If I asked you to pause and pay attention to your body, and notice how you feel, for a full moment, how would it go?
Would you be able to focus on your body? Would you be able to notice your current state without trying to change it? How much nuance can you locate in the feelings of your body? Can you feel weight, tension levels, the rhythm of your breath? your emotional state?
In the neuroscience world, our body’s system for sensing internal information is known as interoception.
The system for feeling how our body is organized in space, in relationship to itself and the external environment is called proprioception.
Talked about less, we are also feeling into our environments and the sensations around us. This sensing is known as extroception.
We are also sensing for levels of threat and safety in our environment through a system known as neuroception.
These systems are a part of our overall nervous system and contribute to regulating and deregulating our state of attention (fight/flight/freeze/fawn/social engagement/rest/ease/creative flow).
Exercise modalities don’t always bring awareness to each of these antenae. One of the foundational elements of Pilates is the mindfulness piece – focusing on our body while we move it. Through my time teaching and working with folks, I have come to believe that sensation is a necessary skill for focus. If we can’t feel something, there’s nothing to bring our attention to.
This need for building skills of introception was a big motivator that moved me towards training in The Franklin Method. The Franklin Method offers tools for increasing our ability to feel our anatomy, specifically to feel our anatomy while in movement. I find these tools to be deeply empowering. I’m less interested in prescriptive exercise routines that tell us what to do to prevent pain – and more interested in how we feel about movement, the role that pain plays inside our movement habits, and cultivating an expansive sense of self that holds it all.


EXERCISE DIRECTIONS: Look through the records that follow and state how many lines hold the word "Friday", without adding anything.

PROVIDED RECORDS:

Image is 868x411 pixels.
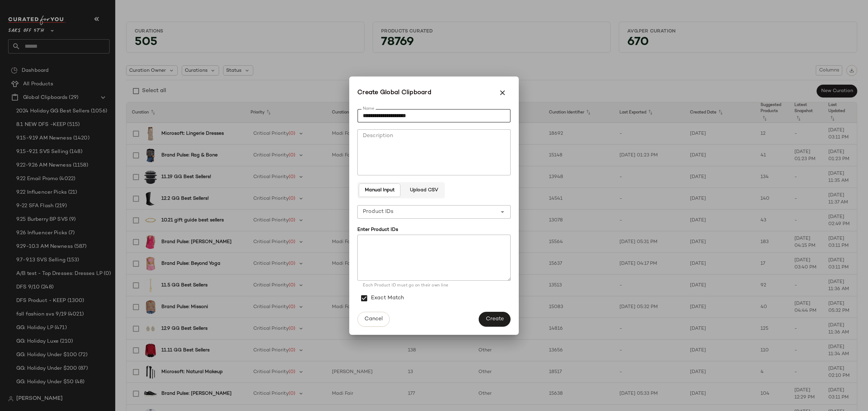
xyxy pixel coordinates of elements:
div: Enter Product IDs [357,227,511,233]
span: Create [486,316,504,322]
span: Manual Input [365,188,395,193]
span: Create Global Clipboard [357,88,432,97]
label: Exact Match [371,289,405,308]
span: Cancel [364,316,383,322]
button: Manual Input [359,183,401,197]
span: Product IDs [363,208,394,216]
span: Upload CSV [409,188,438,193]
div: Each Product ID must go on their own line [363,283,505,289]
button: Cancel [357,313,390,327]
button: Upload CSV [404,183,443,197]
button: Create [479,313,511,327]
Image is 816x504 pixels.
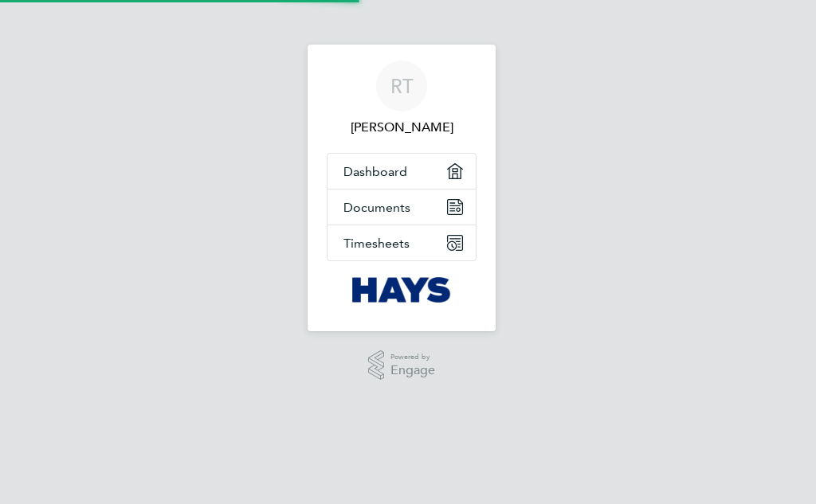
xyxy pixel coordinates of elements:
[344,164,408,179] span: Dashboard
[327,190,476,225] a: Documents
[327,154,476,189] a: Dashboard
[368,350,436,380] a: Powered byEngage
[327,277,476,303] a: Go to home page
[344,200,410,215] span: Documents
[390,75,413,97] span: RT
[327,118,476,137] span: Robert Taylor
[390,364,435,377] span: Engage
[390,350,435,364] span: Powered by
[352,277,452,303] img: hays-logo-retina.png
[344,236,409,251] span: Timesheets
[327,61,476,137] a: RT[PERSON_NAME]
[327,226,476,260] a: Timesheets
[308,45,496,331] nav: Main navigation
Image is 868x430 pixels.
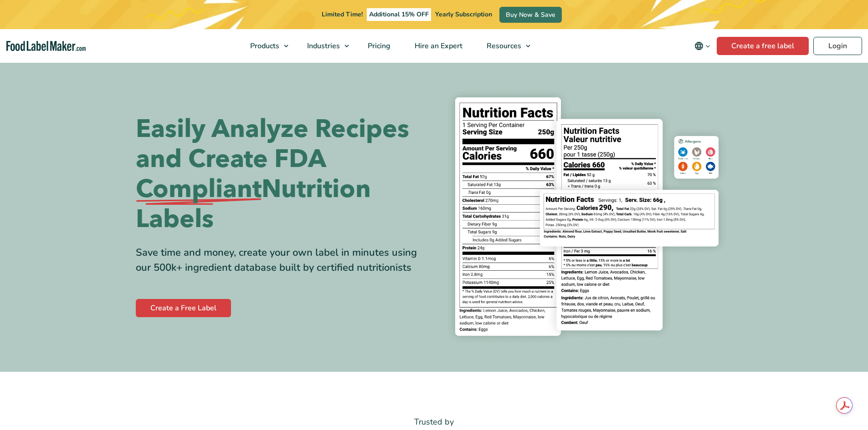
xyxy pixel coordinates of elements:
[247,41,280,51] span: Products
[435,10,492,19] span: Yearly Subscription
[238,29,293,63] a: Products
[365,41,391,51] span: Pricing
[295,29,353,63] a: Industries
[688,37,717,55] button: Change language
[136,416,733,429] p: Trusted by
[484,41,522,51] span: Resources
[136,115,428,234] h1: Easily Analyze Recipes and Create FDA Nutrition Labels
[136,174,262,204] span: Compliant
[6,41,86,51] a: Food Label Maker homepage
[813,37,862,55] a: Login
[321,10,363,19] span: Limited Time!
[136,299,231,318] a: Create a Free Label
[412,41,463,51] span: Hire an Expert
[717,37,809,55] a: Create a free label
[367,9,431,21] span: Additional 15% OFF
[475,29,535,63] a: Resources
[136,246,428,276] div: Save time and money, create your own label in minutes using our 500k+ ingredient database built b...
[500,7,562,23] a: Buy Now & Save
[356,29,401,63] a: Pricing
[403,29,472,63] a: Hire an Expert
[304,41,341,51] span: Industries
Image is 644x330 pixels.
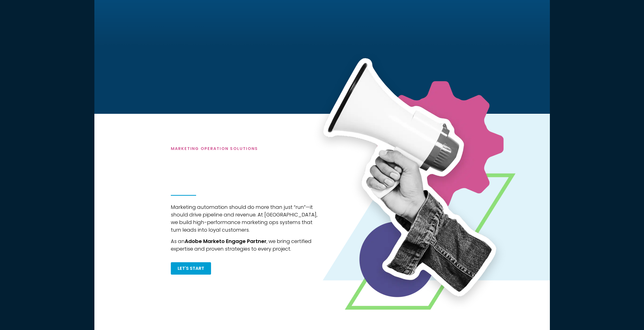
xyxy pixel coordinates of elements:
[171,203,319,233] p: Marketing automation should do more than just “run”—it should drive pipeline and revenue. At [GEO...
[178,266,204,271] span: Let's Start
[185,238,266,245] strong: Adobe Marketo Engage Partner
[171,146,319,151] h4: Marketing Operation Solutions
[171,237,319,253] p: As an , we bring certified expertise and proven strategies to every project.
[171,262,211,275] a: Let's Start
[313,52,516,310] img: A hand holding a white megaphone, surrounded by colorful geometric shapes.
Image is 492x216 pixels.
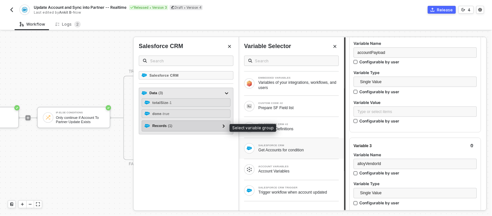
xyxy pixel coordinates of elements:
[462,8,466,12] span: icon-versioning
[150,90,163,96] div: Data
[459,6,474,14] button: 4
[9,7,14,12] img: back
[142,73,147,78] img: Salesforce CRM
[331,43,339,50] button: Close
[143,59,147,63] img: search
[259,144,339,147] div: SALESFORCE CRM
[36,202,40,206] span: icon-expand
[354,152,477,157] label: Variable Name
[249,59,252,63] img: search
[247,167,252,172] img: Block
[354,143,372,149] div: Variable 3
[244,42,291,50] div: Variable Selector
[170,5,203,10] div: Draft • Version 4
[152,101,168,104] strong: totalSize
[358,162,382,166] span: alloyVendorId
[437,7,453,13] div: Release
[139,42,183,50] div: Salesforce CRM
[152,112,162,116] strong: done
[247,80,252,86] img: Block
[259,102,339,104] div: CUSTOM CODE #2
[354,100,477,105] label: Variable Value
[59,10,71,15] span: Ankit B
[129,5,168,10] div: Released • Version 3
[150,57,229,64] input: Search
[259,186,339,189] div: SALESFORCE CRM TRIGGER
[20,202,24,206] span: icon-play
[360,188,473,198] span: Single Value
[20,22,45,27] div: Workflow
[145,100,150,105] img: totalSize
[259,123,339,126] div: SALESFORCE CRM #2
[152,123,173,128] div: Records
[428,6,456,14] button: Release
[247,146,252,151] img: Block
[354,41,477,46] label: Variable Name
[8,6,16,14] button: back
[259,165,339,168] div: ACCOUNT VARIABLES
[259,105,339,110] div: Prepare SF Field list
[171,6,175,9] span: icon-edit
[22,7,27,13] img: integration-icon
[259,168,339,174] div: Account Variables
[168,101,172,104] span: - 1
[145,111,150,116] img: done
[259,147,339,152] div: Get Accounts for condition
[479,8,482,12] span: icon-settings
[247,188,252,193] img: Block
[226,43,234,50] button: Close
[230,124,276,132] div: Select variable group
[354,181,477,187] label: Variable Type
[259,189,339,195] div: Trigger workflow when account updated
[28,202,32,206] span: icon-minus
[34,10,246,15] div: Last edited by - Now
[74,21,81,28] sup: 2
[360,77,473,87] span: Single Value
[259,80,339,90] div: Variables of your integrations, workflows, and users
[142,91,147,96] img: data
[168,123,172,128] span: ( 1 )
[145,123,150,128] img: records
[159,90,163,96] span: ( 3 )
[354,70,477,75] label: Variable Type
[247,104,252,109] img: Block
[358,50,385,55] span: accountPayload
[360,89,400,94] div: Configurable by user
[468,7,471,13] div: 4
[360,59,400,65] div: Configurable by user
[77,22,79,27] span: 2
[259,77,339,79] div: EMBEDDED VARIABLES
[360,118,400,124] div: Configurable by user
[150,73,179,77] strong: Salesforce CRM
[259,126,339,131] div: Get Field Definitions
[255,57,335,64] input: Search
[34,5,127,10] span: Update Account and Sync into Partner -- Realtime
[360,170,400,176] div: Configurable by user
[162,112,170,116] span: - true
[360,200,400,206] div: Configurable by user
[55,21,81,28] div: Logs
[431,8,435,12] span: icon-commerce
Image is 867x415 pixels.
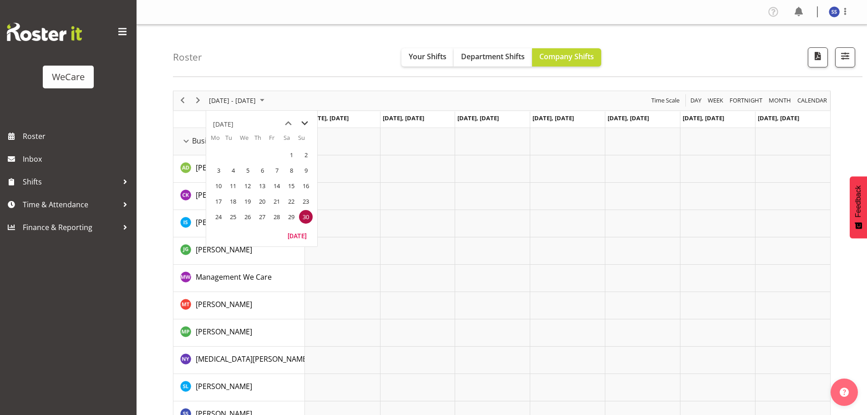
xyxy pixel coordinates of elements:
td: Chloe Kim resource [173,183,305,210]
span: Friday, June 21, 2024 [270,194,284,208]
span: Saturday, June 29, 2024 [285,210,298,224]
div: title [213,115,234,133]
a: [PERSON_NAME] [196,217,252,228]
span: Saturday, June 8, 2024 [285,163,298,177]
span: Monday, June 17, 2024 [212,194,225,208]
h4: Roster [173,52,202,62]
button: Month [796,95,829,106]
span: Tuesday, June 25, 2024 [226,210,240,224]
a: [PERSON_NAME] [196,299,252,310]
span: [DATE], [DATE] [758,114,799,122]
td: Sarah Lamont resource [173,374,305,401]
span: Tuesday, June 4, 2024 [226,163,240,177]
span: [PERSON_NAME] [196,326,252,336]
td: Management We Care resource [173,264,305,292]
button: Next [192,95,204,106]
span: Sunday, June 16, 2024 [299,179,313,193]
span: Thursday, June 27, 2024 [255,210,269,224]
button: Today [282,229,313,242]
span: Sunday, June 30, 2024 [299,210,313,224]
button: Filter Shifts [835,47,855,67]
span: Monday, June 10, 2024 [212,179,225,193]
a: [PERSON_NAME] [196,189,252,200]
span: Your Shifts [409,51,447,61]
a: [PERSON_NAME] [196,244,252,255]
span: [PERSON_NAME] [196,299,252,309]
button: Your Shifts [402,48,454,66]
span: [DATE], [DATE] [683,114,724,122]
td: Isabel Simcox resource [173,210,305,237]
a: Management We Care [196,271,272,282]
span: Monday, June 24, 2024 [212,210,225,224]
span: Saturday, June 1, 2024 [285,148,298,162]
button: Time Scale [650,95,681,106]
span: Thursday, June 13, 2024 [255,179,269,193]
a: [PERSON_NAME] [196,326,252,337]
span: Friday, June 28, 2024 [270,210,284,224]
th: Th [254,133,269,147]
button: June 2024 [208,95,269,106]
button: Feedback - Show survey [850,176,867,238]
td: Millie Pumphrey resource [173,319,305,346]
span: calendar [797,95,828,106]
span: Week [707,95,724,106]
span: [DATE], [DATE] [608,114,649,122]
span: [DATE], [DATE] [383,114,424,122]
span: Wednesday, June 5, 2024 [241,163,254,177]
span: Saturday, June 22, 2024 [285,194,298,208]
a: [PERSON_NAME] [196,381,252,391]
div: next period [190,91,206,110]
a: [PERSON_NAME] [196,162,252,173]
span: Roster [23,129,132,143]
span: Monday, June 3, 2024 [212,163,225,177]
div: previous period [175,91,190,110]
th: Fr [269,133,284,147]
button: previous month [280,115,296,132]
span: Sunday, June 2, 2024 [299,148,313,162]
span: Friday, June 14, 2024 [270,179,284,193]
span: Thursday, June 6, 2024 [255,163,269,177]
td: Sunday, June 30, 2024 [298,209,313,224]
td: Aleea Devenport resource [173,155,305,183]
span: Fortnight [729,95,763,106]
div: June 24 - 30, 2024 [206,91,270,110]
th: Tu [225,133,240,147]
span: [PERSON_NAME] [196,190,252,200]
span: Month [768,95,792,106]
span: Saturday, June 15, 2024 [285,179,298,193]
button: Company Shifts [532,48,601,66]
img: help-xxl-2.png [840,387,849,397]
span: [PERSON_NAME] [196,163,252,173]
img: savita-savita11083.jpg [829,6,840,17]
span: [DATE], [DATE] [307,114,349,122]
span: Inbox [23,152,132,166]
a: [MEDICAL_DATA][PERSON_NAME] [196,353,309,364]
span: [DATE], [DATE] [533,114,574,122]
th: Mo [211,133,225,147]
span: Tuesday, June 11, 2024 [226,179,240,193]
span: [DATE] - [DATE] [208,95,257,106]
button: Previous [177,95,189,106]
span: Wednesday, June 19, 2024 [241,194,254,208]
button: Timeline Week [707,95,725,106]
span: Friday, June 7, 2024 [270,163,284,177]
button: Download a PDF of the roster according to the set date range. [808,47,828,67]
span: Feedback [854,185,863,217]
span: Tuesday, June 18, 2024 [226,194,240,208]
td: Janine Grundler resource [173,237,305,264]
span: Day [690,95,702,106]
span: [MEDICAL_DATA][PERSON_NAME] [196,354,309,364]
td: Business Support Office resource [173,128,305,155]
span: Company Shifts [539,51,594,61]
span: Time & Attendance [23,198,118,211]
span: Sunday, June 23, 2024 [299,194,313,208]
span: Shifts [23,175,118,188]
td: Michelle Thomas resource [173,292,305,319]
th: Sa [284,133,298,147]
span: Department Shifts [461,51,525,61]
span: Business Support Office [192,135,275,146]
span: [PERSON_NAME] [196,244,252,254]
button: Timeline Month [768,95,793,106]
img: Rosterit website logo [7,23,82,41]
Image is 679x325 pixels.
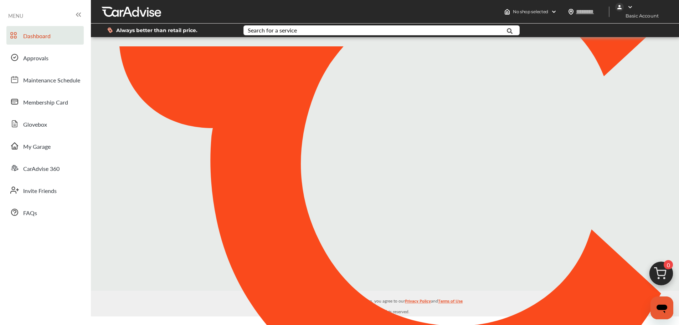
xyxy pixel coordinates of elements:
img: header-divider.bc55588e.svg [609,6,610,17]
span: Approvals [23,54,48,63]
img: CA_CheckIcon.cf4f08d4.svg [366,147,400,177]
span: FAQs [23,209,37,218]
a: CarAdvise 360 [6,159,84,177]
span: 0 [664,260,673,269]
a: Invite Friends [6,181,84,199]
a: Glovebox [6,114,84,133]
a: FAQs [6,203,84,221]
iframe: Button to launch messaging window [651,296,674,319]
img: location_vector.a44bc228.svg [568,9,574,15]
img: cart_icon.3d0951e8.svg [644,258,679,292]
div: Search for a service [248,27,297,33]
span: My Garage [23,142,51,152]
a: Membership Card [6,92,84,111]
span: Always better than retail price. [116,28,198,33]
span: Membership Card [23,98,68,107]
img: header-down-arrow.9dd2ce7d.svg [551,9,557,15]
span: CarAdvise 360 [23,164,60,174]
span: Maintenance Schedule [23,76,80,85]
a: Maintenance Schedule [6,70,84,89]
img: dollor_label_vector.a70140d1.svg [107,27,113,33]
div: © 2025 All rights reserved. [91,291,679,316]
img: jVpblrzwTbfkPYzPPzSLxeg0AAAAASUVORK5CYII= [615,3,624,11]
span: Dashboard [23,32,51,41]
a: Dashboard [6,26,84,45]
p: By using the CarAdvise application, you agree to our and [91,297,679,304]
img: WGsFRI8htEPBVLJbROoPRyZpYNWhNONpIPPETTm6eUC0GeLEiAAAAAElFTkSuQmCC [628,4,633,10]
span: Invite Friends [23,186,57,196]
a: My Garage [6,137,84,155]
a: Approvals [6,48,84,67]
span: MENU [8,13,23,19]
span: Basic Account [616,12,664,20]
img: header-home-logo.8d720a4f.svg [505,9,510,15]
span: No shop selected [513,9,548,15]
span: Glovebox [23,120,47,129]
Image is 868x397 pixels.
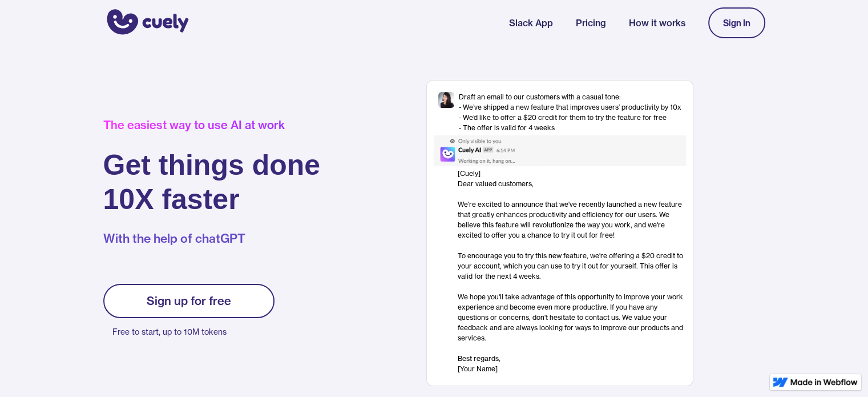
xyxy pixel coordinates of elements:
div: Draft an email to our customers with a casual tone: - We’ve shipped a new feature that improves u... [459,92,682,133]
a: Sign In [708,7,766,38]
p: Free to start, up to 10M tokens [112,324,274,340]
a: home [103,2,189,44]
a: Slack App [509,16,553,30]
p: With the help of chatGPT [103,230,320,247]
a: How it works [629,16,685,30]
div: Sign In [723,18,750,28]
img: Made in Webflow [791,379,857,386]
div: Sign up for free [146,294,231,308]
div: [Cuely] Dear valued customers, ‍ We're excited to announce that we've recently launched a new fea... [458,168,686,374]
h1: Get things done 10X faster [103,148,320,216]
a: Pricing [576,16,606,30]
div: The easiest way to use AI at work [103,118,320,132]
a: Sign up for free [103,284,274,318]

PROBLEM SOLUTION: 4